Newspapers across the United States and beyond told readers Wednesday about sensational new statements by a former top assistant to Colin Powell when he was secretary of state. After interviewing Lawrence Wilkerson, the Associated Press reported he “said that wrongheaded ideas for the handling of foreign detainees after Sept. 11 arose from a coterie of White House and Pentagon aides who argued that ‘the president of the United States is all-powerful,’ and that the Geneva Conventions were irrelevant.”

AP added: “Wilkerson blamed Vice President Dick Cheney, Secretary of Defense Donald Rumsfeld and like-minded aides. Wilkerson said that Cheney must have sincerely believed that Iraq could be a spawning ground for new terror assaults, because ‘otherwise I have to declare him a moron, an idiot or a nefarious bastard.’”

Such strong words are headline grabbers when they come from someone widely assumed to be speaking Powell’s mind. And as a Powell surrogate, Wilkerson is certainly on a tear this week, speaking some truth about power. But there are a few big problems with his zeal to recast the public record: 1) Wilkerson should have spoken up years
Bob Woodward probably hoped that the long holiday weekend would break the momentum of an uproar that suddenly confronted him midway through November.

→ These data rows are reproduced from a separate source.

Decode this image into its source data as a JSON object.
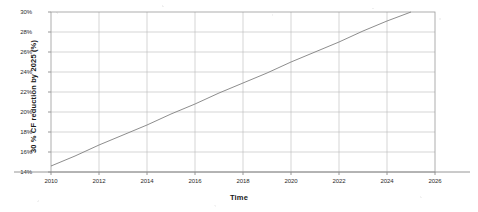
{
  "chart_data": {
    "type": "line",
    "title": "",
    "xlabel": "Time",
    "ylabel": "30 % CF reduction  by  2025 (%)",
    "xlim": [
      2010,
      2026
    ],
    "ylim": [
      14,
      30
    ],
    "grid": true,
    "legend": "none",
    "x_ticks": [
      "2010",
      "2012",
      "2014",
      "2016",
      "2018",
      "2020",
      "2022",
      "2024",
      "2026"
    ],
    "x_tick_values": [
      2010,
      2012,
      2014,
      2016,
      2018,
      2020,
      2022,
      2024,
      2026
    ],
    "y_ticks": [
      "30%",
      "28%",
      "26%",
      "24%",
      "22%",
      "20%",
      "18%",
      "16%",
      "14%"
    ],
    "y_tick_values": [
      30,
      28,
      26,
      24,
      22,
      20,
      18,
      16,
      14
    ],
    "series": [
      {
        "name": "30 % CF reduction by 2025",
        "color": "#808080",
        "x": [
          2010,
          2011,
          2012,
          2013,
          2014,
          2015,
          2016,
          2017,
          2018,
          2019,
          2020,
          2021,
          2022,
          2023,
          2024,
          2025
        ],
        "values": [
          14.6,
          15.6,
          16.7,
          17.7,
          18.7,
          19.8,
          20.8,
          21.9,
          22.9,
          23.9,
          25.0,
          26.0,
          27.0,
          28.1,
          29.1,
          30.0
        ]
      }
    ]
  },
  "axes": {
    "y_title": "30 % CF reduction  by  2025 (%)",
    "x_title": "Time"
  }
}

But three days after Thanksgiving, on NBC’s “Meet the Press,” a question about the famed Washington Post reporter provoked anything but the customary adulation.

“I think none of us can really understand Bob’s silence for two years about his own role in the case,” longtime Post journalist David Broder told viewers. “He’s explained it by saying he did not want to become involved and did not want to face a subpoena, but he left his editor, our editor, blind-sided for two years and he went out and talked disparagingly about the significance of the investigation without disclosing his role in it. Those are hard things to reconcile.”

An icon of the media establishment, Broder is accustomed to making excuses for deceptive machinations by the White House and other centers of power in Washington. His televised rebuke of Woodward on Nov. 27 does not augur well for current efforts to salvage Woodward’s reputation as a trustworthy journalist.

The stench of panic in Washington hangs like a winter fog over Capitol Hill and drifts down Pennsylvania Avenue. The panic stems from the core concern of every politician in the nation's capital: survival. The people sweating are Republicans, and the source of their terror is the deadly message spelled out in every current poll: Bush's war on Iraq spells disaster for the Republican Party in next year's midterm elections.

Take a mid-November poll by SurveyUSA: In only seven states did Bush's current approval rating exceed 50 percent. These consisted of the thinly populated states of Utah, Idaho, Wyoming, Nebraska, Oklahoma, Alabama and Mississippi. In 12 states, including California, New York, Illinois, Pennsylvania and Michigan, his rating was under 35.

You have to go back to the early 1970s, when a scandal-stained Nixon was on the verge of resignation, to find numbers lower than Bush's. Like Bush, Nixon had swept to triumphant reelection in 1972. Less than two years later, he turned the White House over to Vice President Ford and flew off into exile.